“Nix, now!” Lark called, summoning the fae bond and willing forth power.
Black spears of energy shot out from Lark’s palm. They actually held a striking resemblance to the tendrils the entity in the cave had attacked her with. Nix wove around among the dark spears, setting them on fire as they sped toward the rimeshade. The rimeshade raised their smoking ice blades to defend themselves, but the combined assault was too much. Stone and magic and fire crashed into them all at once. Their bodies shattered like ice. The black smoke of their cloaks dissipated into nothing like fog cleared away by a strong wind.
Lark didn’t wait to see if they would rise from the frost again. “The vault!”
They raced through the archives, past toppled shelves and scattered scrolls. The vault’s massive door stood open ahead of them. Traces of its once-powerful wards nothing but ice on the floor. Inside, pedestals and cases lay broken, their contents strewn about like discarded toys.
White Eye groaned, low and dangerous. Lark could tell from his tone that he knew something was missing.
Lark moved to a central pedestal. Its protective case had been shattered. A rectangular impression in the dust showed where something had rested for centuries.
“It knew exactly what it wanted,” Nix said, floating over the receding frost as she studied the scene. “But what did it take?”
Lark picked up a placard laying among the shattered glass beneath the pedestal. She was careful not to touch the ice evaporating from the runes that protected the vault. The placard was written in the old verse, the same that the dragonriders used for their warding runes. Lark read it out loud: “Realmstone.”
The word hung in the air as Lark’s hand trembled with exhaustion. She set the placard down. The magic she’d wielded against the rimeshade continued to send her adrenaline spiking.That fae power was eerily similar to the corruption the rimeshade used.
White Eye pressed his consciousness against hers, sharing her unease about the black spears she’d summoned through Nix’s bond. His concern, however, was mixed with curiosity. The magic had been effective, but he was surprised to see her use it. Like it was the first time he’d seen her wielding Nix’s power in this way. Lark found White Eye’s revelation unsettling.
“I know that name, Realmstone,” Nix interjected, her fiery glow dimming as she hovered beside them. “The Realmstone was mentioned in the oldest texts of the fae courts, but...” She trailed off, studying the frost patterns that were fading from the floor.
Lark leaned against the broken pedestal, her body crying out for a rest. “But what?”
“It was supposed to be a myth. Something from before the barriers between realms had properly formed.” Nix’s expression darkened. “The texts said it could be used to reshape the boundaries between worlds.”
White Eye’s tail lashed against the stone floor. He sent visions of the first Flashover through the bond.
“Does it have something to do with why a Flashover happens every five hundred years?”
“We need to tell someone,” Nix said. “This might make the kings of Nordraven and Lamar listen to reason.”
“No,” Lark said sharply. “Think about it. They would drive it right into the corrupt members of the Magi Order. An artifact that powerful, in the hands of the magi? After everything we’ve learned about them, we can’t let that happen.”
“Then who do we tell?” Nix asked.
“What about the gods?” Lark said.
“The gods? They have never answered us before, why would they start now? All they do is send power through the veil. Andonce every five hundred years they muddle with the goings on here on Sataran.”
“Then we find Venrick,” Lark said, pushing herself upright despite her growing exhaustion. “He has had more experience with members of the Magi Order than anyone else we can trust. If anyone can help us now, it’s?—”
A sharp crack echoed through the vault. They turned to see the last traces of frost crystallizing on the far wall, forming one final message before fading away. These runes were clearly and intentionally in dragonrider’s script. This message was one the entity wanted them to understand.
“The barriers fall. The realms merge. What was sundered shall be whole,” she read aloud.
White Eye’s grumble carried a note of recognition.
“Those words. They’re part of a prophecy, from the first Flashover,” Nix said.
Lark stood straighter, turning to face her dragon. “How fast can you fly us back to the Everburning Forest…” That’s when she noticed it. On his shoulder, emerging from between his scales, was a trickle of blood. “White Eye, you’re bleeding!”
4
TRACES IN THE SNOW
Venrick knelt to inspect the indentations left by a dragon that appeared to have bedded down. The thin blanket of snow provided fair tracking conditions here on the northern edge of the Everburning Forest near the Northern Kingdom of Fjern. He noted that these tracks had the wide pads and long claws of a large dragon.
He visualized what White Eye looked like, remembering the day Venrick shot the dragon with a brismil-tipped arrow, the only brismil-tipped arrow Tel Roan had in his arsenal.He was twice the size of Ingamar,Venrick reminded himself, again looking at the prints here and gauging that they seemed to be in the right size range.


What to produce> Below are some records; find each line that carries the word "Keywords" and copy it.

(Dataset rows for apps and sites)
====================

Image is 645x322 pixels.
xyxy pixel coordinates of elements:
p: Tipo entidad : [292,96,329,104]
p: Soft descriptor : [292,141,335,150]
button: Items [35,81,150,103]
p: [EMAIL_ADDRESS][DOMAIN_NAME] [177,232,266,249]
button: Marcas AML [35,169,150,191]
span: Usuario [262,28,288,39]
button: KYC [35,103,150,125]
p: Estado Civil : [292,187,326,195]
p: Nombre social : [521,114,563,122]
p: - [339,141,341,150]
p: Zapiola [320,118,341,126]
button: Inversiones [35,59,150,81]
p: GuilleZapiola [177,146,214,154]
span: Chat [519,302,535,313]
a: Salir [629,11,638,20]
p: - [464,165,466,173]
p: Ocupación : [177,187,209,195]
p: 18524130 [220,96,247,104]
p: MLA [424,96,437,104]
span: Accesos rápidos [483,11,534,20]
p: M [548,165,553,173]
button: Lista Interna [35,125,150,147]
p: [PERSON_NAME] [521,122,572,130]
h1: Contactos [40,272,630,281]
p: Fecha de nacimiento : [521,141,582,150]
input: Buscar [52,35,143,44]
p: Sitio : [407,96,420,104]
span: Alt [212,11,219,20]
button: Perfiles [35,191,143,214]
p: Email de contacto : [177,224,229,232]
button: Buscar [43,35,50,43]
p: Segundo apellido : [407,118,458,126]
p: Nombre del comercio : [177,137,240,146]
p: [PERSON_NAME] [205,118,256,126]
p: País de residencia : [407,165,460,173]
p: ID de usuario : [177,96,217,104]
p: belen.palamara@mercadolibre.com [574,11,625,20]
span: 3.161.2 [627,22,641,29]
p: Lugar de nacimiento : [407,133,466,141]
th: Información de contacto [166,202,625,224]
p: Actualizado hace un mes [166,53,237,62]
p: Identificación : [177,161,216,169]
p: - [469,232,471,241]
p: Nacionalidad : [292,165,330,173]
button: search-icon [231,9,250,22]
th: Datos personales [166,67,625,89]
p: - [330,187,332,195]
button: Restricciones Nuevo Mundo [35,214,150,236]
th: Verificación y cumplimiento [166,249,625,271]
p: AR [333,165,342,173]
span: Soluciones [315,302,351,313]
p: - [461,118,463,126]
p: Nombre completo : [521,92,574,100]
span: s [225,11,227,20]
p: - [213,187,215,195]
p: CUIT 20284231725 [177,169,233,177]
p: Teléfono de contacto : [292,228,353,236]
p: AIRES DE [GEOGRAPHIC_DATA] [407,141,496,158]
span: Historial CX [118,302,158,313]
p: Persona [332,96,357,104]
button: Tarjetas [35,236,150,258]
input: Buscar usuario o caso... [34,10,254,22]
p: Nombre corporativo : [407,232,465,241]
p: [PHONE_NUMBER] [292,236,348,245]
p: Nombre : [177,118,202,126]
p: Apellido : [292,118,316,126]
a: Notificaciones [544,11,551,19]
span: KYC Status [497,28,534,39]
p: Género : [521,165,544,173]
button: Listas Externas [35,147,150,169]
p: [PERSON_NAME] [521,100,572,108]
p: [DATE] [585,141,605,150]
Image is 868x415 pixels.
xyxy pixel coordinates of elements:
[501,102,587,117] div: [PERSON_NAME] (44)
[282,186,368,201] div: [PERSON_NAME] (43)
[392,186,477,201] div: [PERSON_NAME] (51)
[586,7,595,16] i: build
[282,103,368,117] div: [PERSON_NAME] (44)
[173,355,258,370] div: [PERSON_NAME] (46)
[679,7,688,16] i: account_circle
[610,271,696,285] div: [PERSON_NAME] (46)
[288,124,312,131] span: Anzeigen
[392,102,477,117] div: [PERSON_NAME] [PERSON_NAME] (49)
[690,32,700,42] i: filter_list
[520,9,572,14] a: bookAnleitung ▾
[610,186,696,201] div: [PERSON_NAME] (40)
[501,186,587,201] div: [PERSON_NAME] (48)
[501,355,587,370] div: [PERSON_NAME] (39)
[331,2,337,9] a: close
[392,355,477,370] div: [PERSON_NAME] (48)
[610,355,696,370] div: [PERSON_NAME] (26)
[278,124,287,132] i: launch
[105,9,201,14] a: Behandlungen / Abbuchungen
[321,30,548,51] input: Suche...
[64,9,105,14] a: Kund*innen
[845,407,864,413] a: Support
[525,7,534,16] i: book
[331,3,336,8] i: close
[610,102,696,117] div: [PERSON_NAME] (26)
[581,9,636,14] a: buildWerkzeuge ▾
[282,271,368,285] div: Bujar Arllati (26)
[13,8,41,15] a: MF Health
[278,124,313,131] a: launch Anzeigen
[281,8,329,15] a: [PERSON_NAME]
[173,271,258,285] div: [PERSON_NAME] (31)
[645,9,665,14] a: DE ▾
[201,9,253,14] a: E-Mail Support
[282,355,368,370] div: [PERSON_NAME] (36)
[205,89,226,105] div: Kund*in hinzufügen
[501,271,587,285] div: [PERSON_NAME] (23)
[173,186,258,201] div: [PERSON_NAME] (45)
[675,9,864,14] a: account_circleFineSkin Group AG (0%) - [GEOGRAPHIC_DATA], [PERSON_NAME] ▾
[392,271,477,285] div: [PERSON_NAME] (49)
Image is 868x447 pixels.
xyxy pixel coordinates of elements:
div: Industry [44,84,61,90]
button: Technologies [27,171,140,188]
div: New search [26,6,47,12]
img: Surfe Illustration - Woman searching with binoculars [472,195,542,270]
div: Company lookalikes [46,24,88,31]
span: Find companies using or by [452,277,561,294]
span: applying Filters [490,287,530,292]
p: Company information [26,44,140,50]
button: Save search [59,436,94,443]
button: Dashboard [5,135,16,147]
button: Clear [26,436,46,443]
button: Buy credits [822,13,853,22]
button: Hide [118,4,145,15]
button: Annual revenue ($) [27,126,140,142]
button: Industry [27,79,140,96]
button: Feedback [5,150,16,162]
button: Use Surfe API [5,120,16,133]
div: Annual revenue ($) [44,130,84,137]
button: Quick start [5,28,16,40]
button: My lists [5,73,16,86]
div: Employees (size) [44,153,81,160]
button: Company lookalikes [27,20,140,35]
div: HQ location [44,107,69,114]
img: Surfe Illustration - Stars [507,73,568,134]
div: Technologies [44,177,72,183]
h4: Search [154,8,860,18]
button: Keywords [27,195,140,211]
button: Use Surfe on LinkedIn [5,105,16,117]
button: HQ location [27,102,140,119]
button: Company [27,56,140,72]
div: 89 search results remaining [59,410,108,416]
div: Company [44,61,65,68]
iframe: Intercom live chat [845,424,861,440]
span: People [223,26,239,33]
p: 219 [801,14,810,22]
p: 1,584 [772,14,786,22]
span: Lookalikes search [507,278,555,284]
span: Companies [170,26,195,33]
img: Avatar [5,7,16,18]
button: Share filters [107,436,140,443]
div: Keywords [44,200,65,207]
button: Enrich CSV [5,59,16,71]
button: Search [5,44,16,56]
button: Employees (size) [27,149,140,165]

====================

Worked solution>
button: Keywords [27,195,140,211]
div: Keywords [44,200,65,207]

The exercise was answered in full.